I’ve sold all my shares in Northamber (LSE:NAR) at 57.2p making a modest profit over the three month holding period (they were purchased at 50.4p – so only a 13.5% return). The primary motive was to add to a cash war chest, ready for purchasing value shares when the crisis reaches its height. But there are also nagging doubts about this business, made more worrying by the prospect of reduced spending throughout UK society on capital items such as audio-visual equipment and computer peripherals in the months ahead.
Why I bought
At 50.4p its market capitalisation was £13.9m, but its cash holdings were over £16m, and it had no debt. The only liability was £7.4m of payables which was more than covered by £9.5m in receivables and £3.3m in inventories. It also had an office building worth north of £3m.

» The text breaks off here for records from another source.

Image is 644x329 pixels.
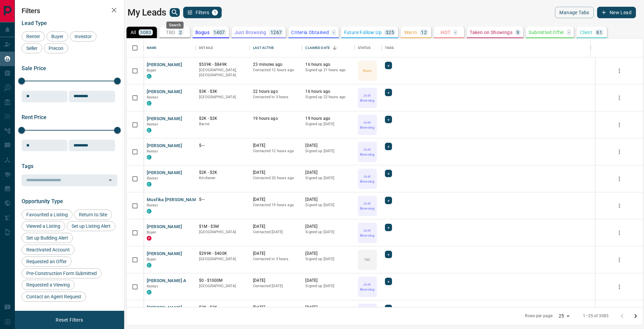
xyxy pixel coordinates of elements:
p: 2 [179,30,182,35]
span: Tags [22,163,34,170]
div: + [385,89,392,96]
span: Return to Site [77,212,110,218]
span: Opportunity Type [22,198,63,204]
button: [PERSON_NAME] [147,89,182,95]
span: + [387,224,389,231]
span: Requested an Offer [24,259,69,264]
span: Set up Listing Alert [69,223,113,229]
p: [GEOGRAPHIC_DATA], [GEOGRAPHIC_DATA] [199,68,246,78]
div: condos.ca [147,263,152,268]
p: $3K - $3K [199,89,246,95]
div: Precon [44,43,68,54]
div: Viewed a Listing [22,221,65,231]
p: Contacted 12 hours ago [253,149,299,154]
p: TBD [364,258,371,262]
p: [DATE] [305,278,351,284]
span: Sale Price [22,65,46,71]
span: + [387,197,389,204]
button: Musfika [PERSON_NAME] [147,197,200,203]
div: Tags [382,38,591,57]
div: Claimed Date [305,38,330,57]
span: Investor [72,34,94,39]
p: Warm [363,68,371,73]
p: 19 hours ago [305,116,351,121]
div: property.ca [147,236,152,241]
p: [DATE] [253,197,299,203]
p: Just Browsing [358,120,376,130]
h2: Filters [22,7,118,15]
p: 1267 [270,30,282,35]
p: 19 hours ago [253,116,299,121]
p: 22 hours ago [253,89,299,95]
p: Contacted [DATE] [253,284,299,289]
div: Renter [22,32,45,42]
p: Signed up [DATE] [305,230,351,235]
div: Return to Site [74,210,112,220]
div: Search [166,22,184,29]
div: Tags [385,38,394,57]
span: Buyer [147,258,156,262]
p: 1407 [214,30,225,35]
button: Reset Filters [51,314,87,326]
span: Lead Type [22,20,47,26]
p: Signed up [DATE] [305,256,351,262]
div: + [385,251,392,259]
p: 16 hours ago [305,89,351,95]
p: $1M - $3M [199,224,246,230]
p: $2K - $2K [199,170,246,176]
p: Submitted Offer [529,30,564,35]
span: Renter [24,34,43,39]
span: Renter [147,284,158,289]
p: [DATE] [253,224,299,230]
div: Favourited a Listing [22,210,72,220]
button: Open [105,176,115,185]
p: Just Browsing [358,93,376,103]
p: $539K - $849K [199,62,246,68]
p: Signed up [DATE] [305,176,351,181]
button: more [614,174,624,184]
p: [DATE] [305,197,351,203]
span: Buyer [147,68,156,73]
span: Requested a Viewing [24,282,72,287]
p: Contacted [DATE] [253,230,299,235]
div: Requested a Viewing [22,280,75,290]
div: Name [143,38,196,57]
p: - [568,30,569,35]
span: Reactivated Account [24,247,72,253]
p: Just Browsing [358,201,376,211]
div: condos.ca [147,182,152,187]
span: + [387,170,389,177]
div: Claimed Date [302,38,354,57]
p: Just Browsing [358,228,376,238]
span: + [387,62,389,69]
button: [PERSON_NAME] [147,305,182,311]
p: [DATE] [305,170,351,176]
p: TBD [166,30,175,35]
p: Bogus [195,30,209,35]
div: Name [147,38,157,57]
div: Reactivated Account [22,245,75,255]
span: 1 [213,10,217,15]
div: condos.ca [147,155,152,160]
p: 12 [421,30,427,35]
p: [GEOGRAPHIC_DATA] [199,95,246,100]
div: 25 [556,311,572,321]
p: [GEOGRAPHIC_DATA] [199,256,246,262]
p: [DATE] [305,143,351,149]
button: [PERSON_NAME] [147,224,182,230]
button: more [614,66,624,76]
p: [DATE] [253,278,299,284]
div: + [385,278,392,285]
div: Contact an Agent Request [22,292,86,302]
p: Future Follow Up [344,30,382,35]
p: Rows per page: [525,313,553,319]
p: 61 [596,30,602,35]
p: Signed up [DATE] [305,121,351,127]
div: Last Active [253,38,274,57]
p: Just Browsing [358,282,376,292]
p: Contacted 12 hours ago [253,68,299,73]
div: + [385,224,392,231]
button: more [614,228,624,238]
p: Just Browsing [358,147,376,157]
div: Status [354,38,382,57]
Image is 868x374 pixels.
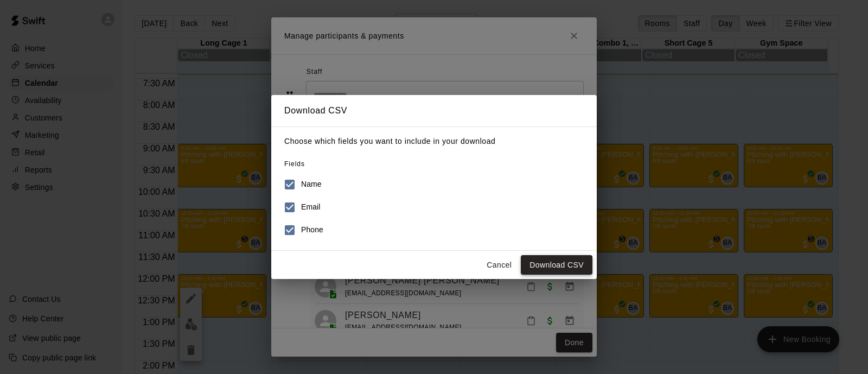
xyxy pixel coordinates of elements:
span: Fields [284,160,305,168]
h2: Download CSV [271,95,597,126]
p: Choose which fields you want to include in your download [284,136,583,147]
button: Cancel [482,255,516,275]
h6: Email [301,201,320,213]
button: Download CSV [521,255,592,275]
h6: Phone [301,224,323,236]
h6: Name [301,179,322,190]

Net current asset value from latest announcement (half-year report)
£’000s | Sept 2019 | |
Inventories | 4.5 | |
Receivables | 8.1 | |
Cash | 14.7 | |
Payables | -7.5 | |
Less one-third inventories | -1.5 | |
Less one-fifth of receivables | -1.6 | |
NCAV | 16.7 | |
Value of Chessington office property | 3.0 | |
NCAV plus freehold property | 19.7 |
Market capitalisation at 57.2p = 27.4m x £0.572 = £15.7m. Thus the shares are trading at a 20% discount to NCAV + freehold property. But annual operating losses in the next recession – that awful new factor – might close that gap fairly quickly.
Net current asset value being greater than market capitalisation is where the good news about this company stops. The negatives I list below were just about tolerable in times of normal economic growth and when the share price was 50.4p. But the ramifications of Covid-19 tip the balance against the firm.